Title: Sarah Reclining (bijin aizuri-e)
Size: 16″ x 22″
Date: August, 2003
Medium: woodblock print (water based pigments) on washi
My primary model for almost a decade, Sarah had fallen asleep while modeling for this print. To me, her relaxed posture and features were so beautiful!
“Bijin” is a Japanese word which means “beautiful woman.” “Aizuri-e” means “blue picture.” Subject, color, and technique are traditional mid-19th Century Japanese, but the realistic image, composition, and the reduction carving of the block are quite Western. This print is a reduction woodcut, carved and printed entirely by hand using traditional Japanese woodblock printing techniques and materials (except, of course, for the reduction part).
Traditionally, each of the eighteen blocks for this print would have been carved by hand from separate pieces of wood. In order to save time and materials (but at increased risk), I carved only a single block laminated from three narrower planks of cherry wood. I like that you can still see the grain of the wood and a joinery seam in the finished print. For the various shades of blue which make up the colors in this print, I’d carve a bit, print each sheet, carve a bit more, print each sheet again a bit darker, etc. – eighteen times! Although I printed forty sheets, the damp paper sagged so much during printing that half wound up with ink blotches. Only twenty sheets could be editioned.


Brief –
Each line below that holds the word "container" counts toward the answer; reply with the total number only.

====

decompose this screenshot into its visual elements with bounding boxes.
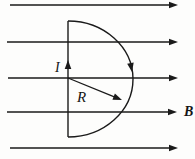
field-line-arrowhead	[169, 2, 178, 9]
arc-current-arrowhead	[127, 63, 135, 73]
field-line-arrowhead	[169, 39, 178, 46]
diagram-canvas: I R B	[0, 0, 195, 159]
field-label: B	[183, 104, 193, 119]
radius-arrowhead	[112, 94, 123, 104]
field-lines-group	[7, 2, 178, 152]
current-label: I	[54, 60, 61, 75]
current-direction-arrowhead	[65, 60, 72, 69]
field-line-arrowhead	[169, 75, 178, 82]
field-line-arrowhead	[169, 145, 178, 152]
radius-arrow-line	[68, 78, 116, 97]
magnetic-field-diagram: I R B	[0, 0, 195, 159]
semicircular-loop-group	[65, 21, 136, 137]
radius-label: R	[76, 89, 86, 105]
loop-arc	[68, 21, 133, 137]
field-line-arrowhead	[168, 109, 177, 116]
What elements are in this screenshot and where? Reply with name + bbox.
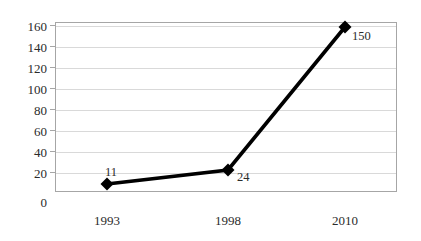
y-axis-label-120: 120 xyxy=(7,62,47,75)
y-tick-mark-60 xyxy=(50,130,55,131)
y-tick-mark-160 xyxy=(50,25,55,26)
data-label-2010: 150 xyxy=(352,30,371,43)
gridline-140 xyxy=(56,47,396,48)
y-tick-mark-100 xyxy=(50,88,55,89)
y-axis-label-0: 0 xyxy=(7,196,47,209)
y-tick-mark-20 xyxy=(50,172,55,173)
data-label-1993: 11 xyxy=(105,166,117,179)
gridline-100 xyxy=(56,89,396,90)
y-axis-label-20: 20 xyxy=(7,167,47,180)
data-label-1998: 24 xyxy=(237,171,250,184)
gridline-40 xyxy=(56,152,396,153)
y-axis-label-60: 60 xyxy=(7,125,47,138)
y-axis-label-100: 100 xyxy=(7,83,47,96)
x-axis-label-1998: 1998 xyxy=(193,214,263,228)
x-axis-label-2010: 2010 xyxy=(310,214,380,228)
y-tick-mark-40 xyxy=(50,151,55,152)
y-tick-mark-80 xyxy=(50,109,55,110)
y-axis-label-40: 40 xyxy=(7,146,47,159)
gridline-120 xyxy=(56,68,396,69)
y-axis-label-160: 160 xyxy=(7,20,47,33)
y-axis-label-140: 140 xyxy=(7,41,47,54)
gridline-80 xyxy=(56,110,396,111)
x-axis-label-1993: 1993 xyxy=(72,214,142,228)
gridline-160 xyxy=(56,26,396,27)
y-tick-mark-140 xyxy=(50,46,55,47)
y-tick-mark-120 xyxy=(50,67,55,68)
gridline-60 xyxy=(56,131,396,132)
line-chart: 160 140 120 100 80 60 40 20 0 1993 1998 … xyxy=(0,0,421,241)
y-axis-label-80: 80 xyxy=(7,104,47,117)
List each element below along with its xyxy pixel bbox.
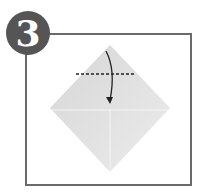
step-number: 3 xyxy=(15,15,40,51)
step-number-badge: 3 xyxy=(6,11,50,55)
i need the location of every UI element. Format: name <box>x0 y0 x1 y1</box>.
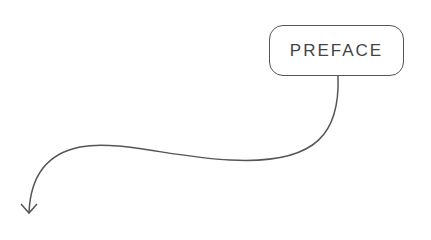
curved-connector <box>29 76 338 213</box>
preface-label: PREFACE <box>290 41 383 61</box>
preface-box: PREFACE <box>269 25 404 76</box>
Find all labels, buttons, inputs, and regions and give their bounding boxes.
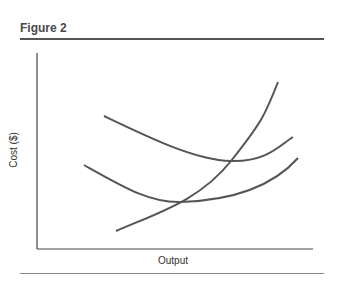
y-axis-label: Cost ($)	[8, 132, 19, 168]
bottom-rule	[20, 273, 324, 274]
x-axis-label: Output	[158, 255, 188, 266]
rising-curve	[116, 82, 278, 231]
upper-curve	[104, 116, 293, 161]
chart-plot	[0, 0, 337, 288]
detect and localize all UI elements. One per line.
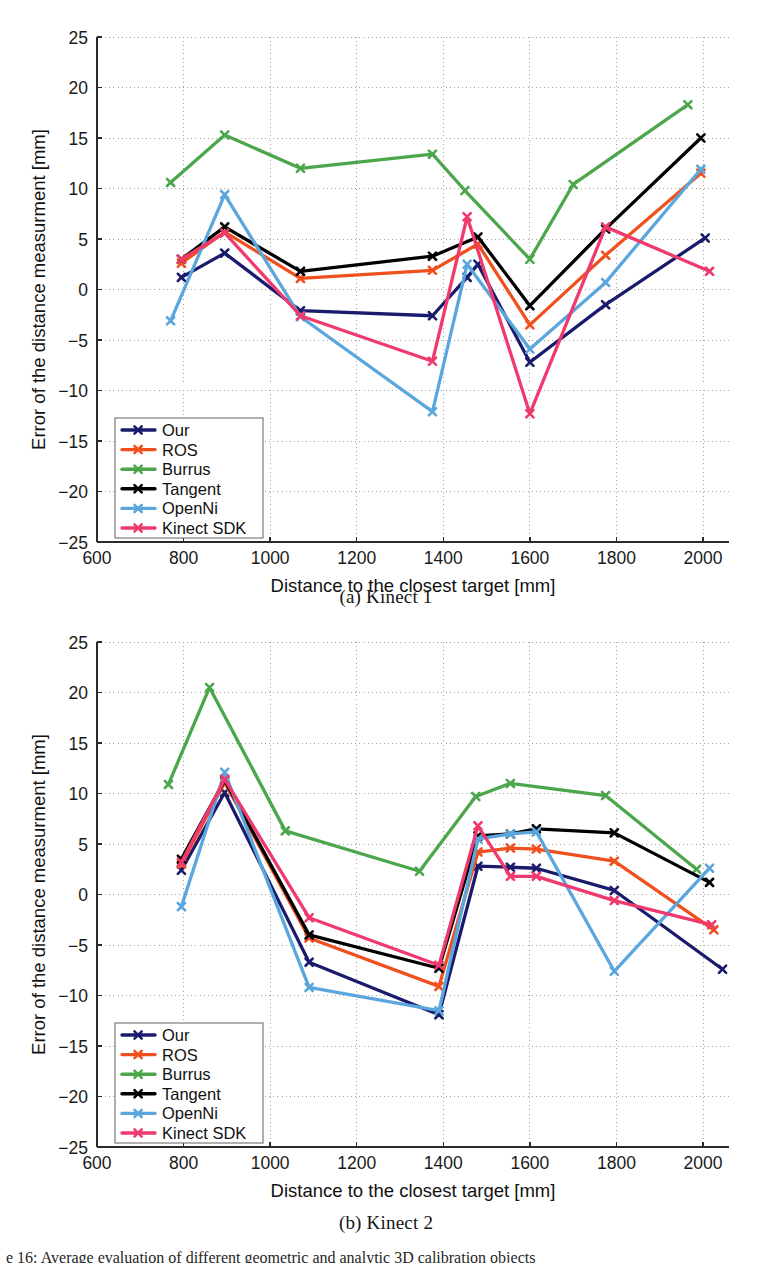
y-tick-label: −20 (58, 482, 88, 502)
subcaption-kinect-1: (a) Kinect 1 (0, 586, 772, 608)
y-tick-label: −10 (58, 381, 88, 401)
series-line (171, 105, 688, 260)
y-tick-label: 5 (78, 835, 88, 855)
subcaption-kinect-2: (b) Kinect 2 (0, 1212, 772, 1234)
series-kinect-sdk (178, 776, 715, 969)
y-tick-label: 10 (69, 784, 89, 804)
x-tick-label: 1400 (424, 548, 463, 568)
chart-panel-kinect-2: −25−20−15−10−505101520256008001000120014… (0, 615, 772, 1263)
legend-label: Our (162, 421, 190, 439)
chart-a-svg: −25−20−15−10−505101520256008001000120014… (0, 0, 772, 620)
series-line (171, 169, 701, 411)
y-tick-label: −5 (68, 331, 88, 351)
series-tangent (178, 134, 705, 309)
series-line (168, 687, 696, 871)
legend-label: Kinect SDK (162, 1124, 246, 1142)
series-line (181, 772, 709, 1010)
y-tick-label: −5 (68, 936, 88, 956)
x-tick-label: 1400 (424, 1153, 463, 1173)
data-series-group (167, 101, 713, 417)
chart-panel-kinect-1: −25−20−15−10−505101520256008001000120014… (0, 0, 772, 620)
legend-label: ROS (162, 441, 198, 459)
series-openni (178, 769, 713, 1015)
figure-container: −25−20−15−10−505101520256008001000120014… (0, 0, 772, 1263)
x-tick-label: 600 (82, 548, 111, 568)
series-marker (697, 134, 704, 141)
x-tick-label: 1200 (337, 1153, 376, 1173)
series-burrus (165, 684, 700, 875)
figure-caption-fragment: e 16: Average evaluation of different ge… (0, 1249, 772, 1263)
y-tick-label: 25 (69, 633, 88, 653)
y-tick-label: 20 (69, 683, 89, 703)
legend: OurROSBurrusTangentOpenNiKinect SDK (115, 1023, 263, 1143)
legend-label: OpenNi (162, 499, 218, 517)
y-tick-label: −15 (58, 1037, 88, 1057)
series-our (178, 789, 726, 1018)
chart-b-svg: −25−20−15−10−505101520256008001000120014… (0, 615, 772, 1263)
series-ros (178, 779, 718, 990)
legend-label: Burrus (162, 1065, 211, 1083)
series-marker (167, 179, 174, 186)
y-axis-label: Error of the distance measurment [mm] (28, 129, 49, 450)
y-tick-label: −10 (58, 986, 88, 1006)
y-tick-label: 0 (78, 885, 88, 905)
legend-label: Burrus (162, 460, 211, 478)
legend-label: Our (162, 1026, 190, 1044)
y-tick-label: 15 (69, 734, 88, 754)
x-tick-label: 1000 (251, 1153, 290, 1173)
y-tick-label: 20 (69, 78, 89, 98)
series-marker (706, 865, 713, 872)
x-tick-label: 1800 (597, 1153, 636, 1173)
series-kinect-sdk (178, 213, 713, 417)
y-tick-label: 0 (78, 280, 88, 300)
y-tick-label: −20 (58, 1087, 88, 1107)
legend-label: Tangent (162, 480, 221, 498)
x-tick-label: 1600 (510, 548, 549, 568)
x-axis-label: Distance to the closest target [mm] (271, 1180, 556, 1201)
x-tick-label: 1600 (510, 1153, 549, 1173)
x-tick-label: 1000 (251, 548, 290, 568)
y-tick-label: 5 (78, 230, 88, 250)
x-tick-label: 2000 (684, 1153, 723, 1173)
legend-label: OpenNi (162, 1104, 218, 1122)
series-marker (461, 187, 468, 194)
y-axis-label: Error of the distance measurment [mm] (28, 734, 49, 1055)
legend-label: Tangent (162, 1085, 221, 1103)
y-tick-label: 15 (69, 129, 88, 149)
y-tick-label: −15 (58, 432, 88, 452)
y-tick-label: 25 (69, 28, 88, 48)
legend-label: Kinect SDK (162, 519, 246, 537)
x-tick-label: 600 (82, 1153, 111, 1173)
x-tick-label: 2000 (684, 548, 723, 568)
y-tick-label: 10 (69, 179, 89, 199)
x-tick-label: 800 (169, 548, 198, 568)
legend: OurROSBurrusTangentOpenNiKinect SDK (115, 418, 263, 538)
x-tick-label: 800 (169, 1153, 198, 1173)
series-line (181, 782, 713, 986)
x-tick-label: 1200 (337, 548, 376, 568)
legend-label: ROS (162, 1046, 198, 1064)
x-tick-label: 1800 (597, 548, 636, 568)
data-series-group (165, 684, 726, 1018)
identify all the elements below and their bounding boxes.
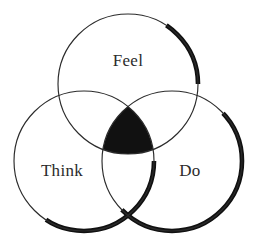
venn-diagram-container: Feel Think Do	[0, 0, 257, 252]
label-feel: Feel	[113, 51, 143, 70]
venn-diagram-svg: Feel Think Do	[0, 0, 257, 252]
label-think: Think	[41, 161, 83, 180]
label-do: Do	[179, 161, 200, 180]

====

Result for this exercise –
2